PolicyKit releases and !AWOL

Doug Klima cardoe at gentoo.org
Mon Dec 17 06:45:42 PST 2007


Michael Biebl wrote:
> 2007/12/17, David Zeuthen <david at fubar.dk>:
>   
>> On Mon, 2007-12-17 at 03:02 +0100, Michael Biebl wrote:
>>     
>>> Well, making it 4754, means everyone can read the binary.
>>> If you make it 4750, the user can download the deb/rpm and extract the
>>> binary from there to read it. So you don't gain any additional
>>> security by making it non-readable
>>>       
>> No, but it makes it a lot harder; if you can read the file you can run
>> strings(1) and ldd(1) on it; that alone is a lot of useful information.
>>     
>
> You can do that just as well with the binary that you extracted from
> the deb/rpm.
> So this point is not valid.
>
>   
>> Sure, it doesn't add security but the program should be secure in the
>> first place (and I believe it is) otherwise it's a stop-ship bug.
>>     
>
> I'm not sure what this has to do with the file permissions.
>
>   
>> It's not about "adding security" - the name of the game is about
>> limiting what damage can be done in the event there's a flaw in the
>> program. And making the file non-readable for world helps slow down the
>> would-be attacker (who is typically a 13-year old script kiddie with too
>> much time on his hands).
>>     
>
> I don't understand what you are trying to say with that. How can a
> flaw in the program be exploited (more easily) if it's world readable?
> Can you give me a real world scenario here? What you say is to vague.
>
>   
>> Also, what you are suggesting, making the file world readable, violates
>> the principle of least privilege: the user simply has no business
>> messing with that file; it's just an internal implementation detail of
>> higher level software (in this case libpolkit-grant.so).
>>     
>
> Actually its the other way around.
> Think of backup programs, which now have to run as root to be able to
> successfully create a backup, or intrusion detection systems, which
> check the file checksums, which can't be run unpriviledged.
> I hope I could give you some use cases, why it makes sense to make the
> files world readable.
>
> Cheers,
> Michael
>
>   
I completely agree here.

If the only reason is security through obscurity doesn't work then that
would be enough for me. Especially in this case since the packages are
easy for an attacker to download and figure out themselves.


**Exercise details**:
Omit the pictures and copy the entries exactly.
==========
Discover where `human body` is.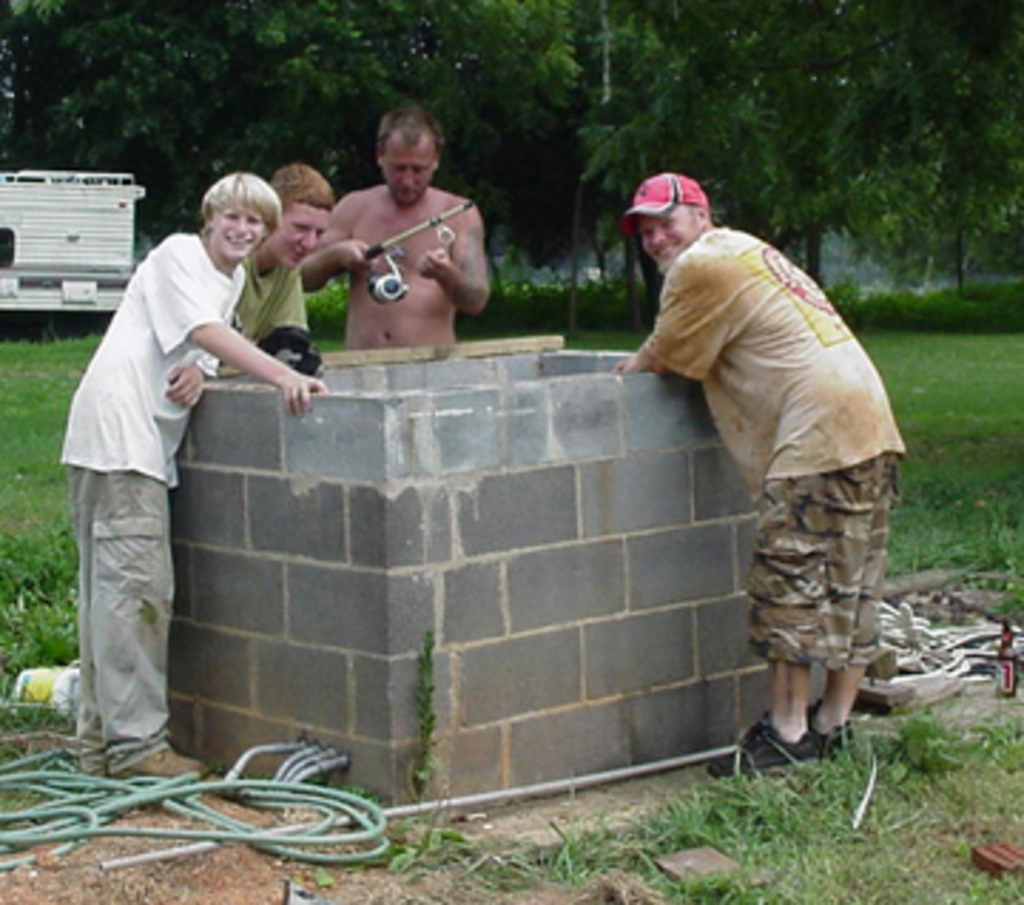
Discovered at (x1=629, y1=176, x2=910, y2=797).
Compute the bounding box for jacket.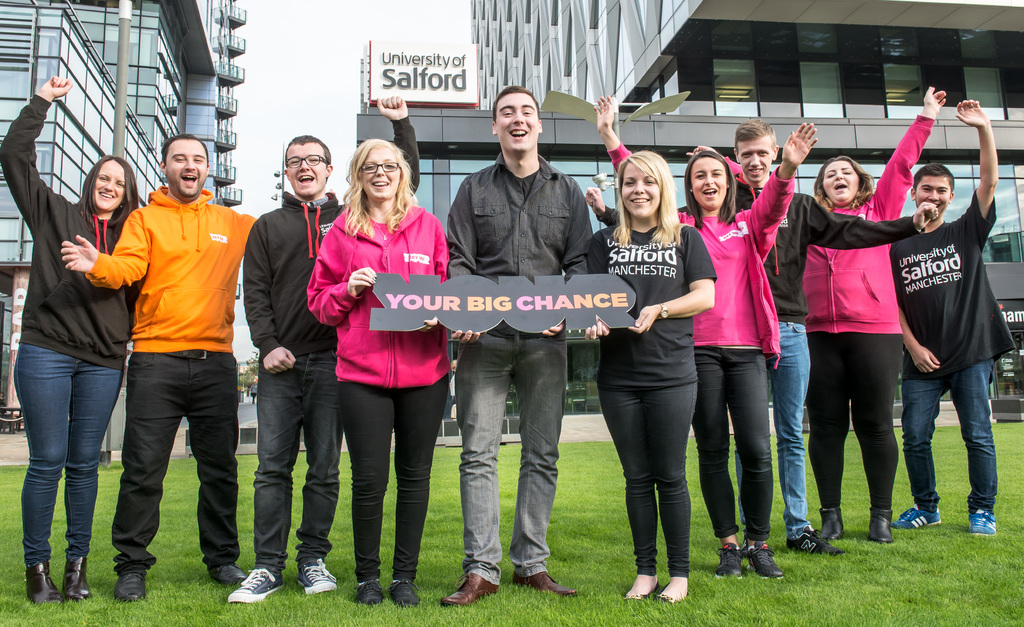
left=304, top=203, right=451, bottom=386.
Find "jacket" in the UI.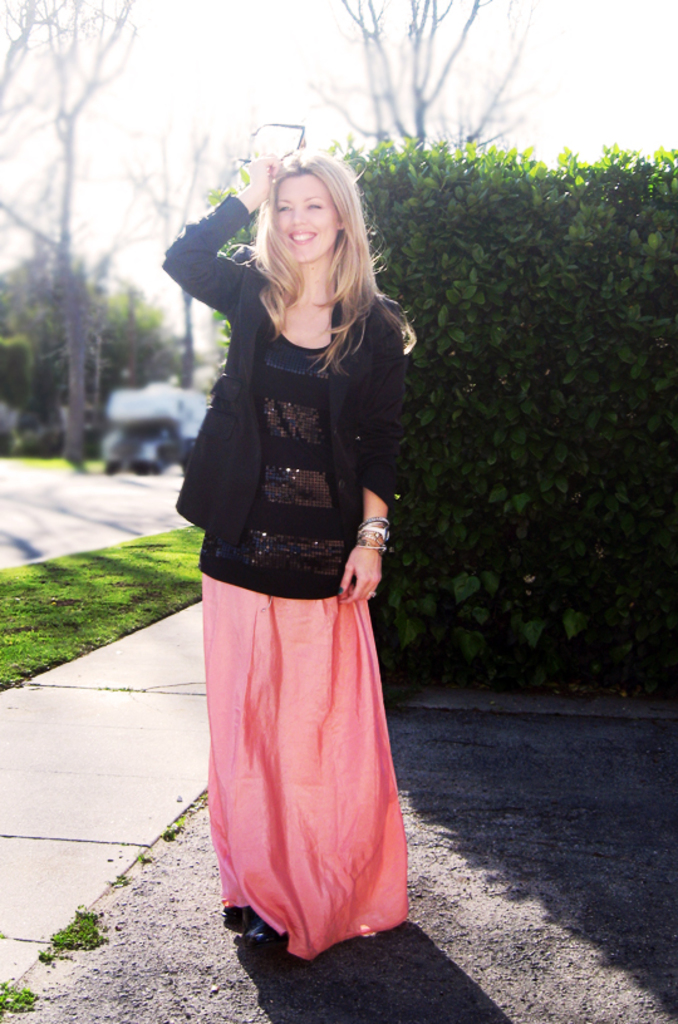
UI element at 166/217/427/611.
==========
**Reply to the exercise**:
Discover where `human body` is.
Discovered at (x1=629, y1=176, x2=910, y2=797).
Compute the bounding box for jacket.
left=304, top=203, right=451, bottom=386.
Find "jacket" in the UI.
UI element at 166/217/427/611.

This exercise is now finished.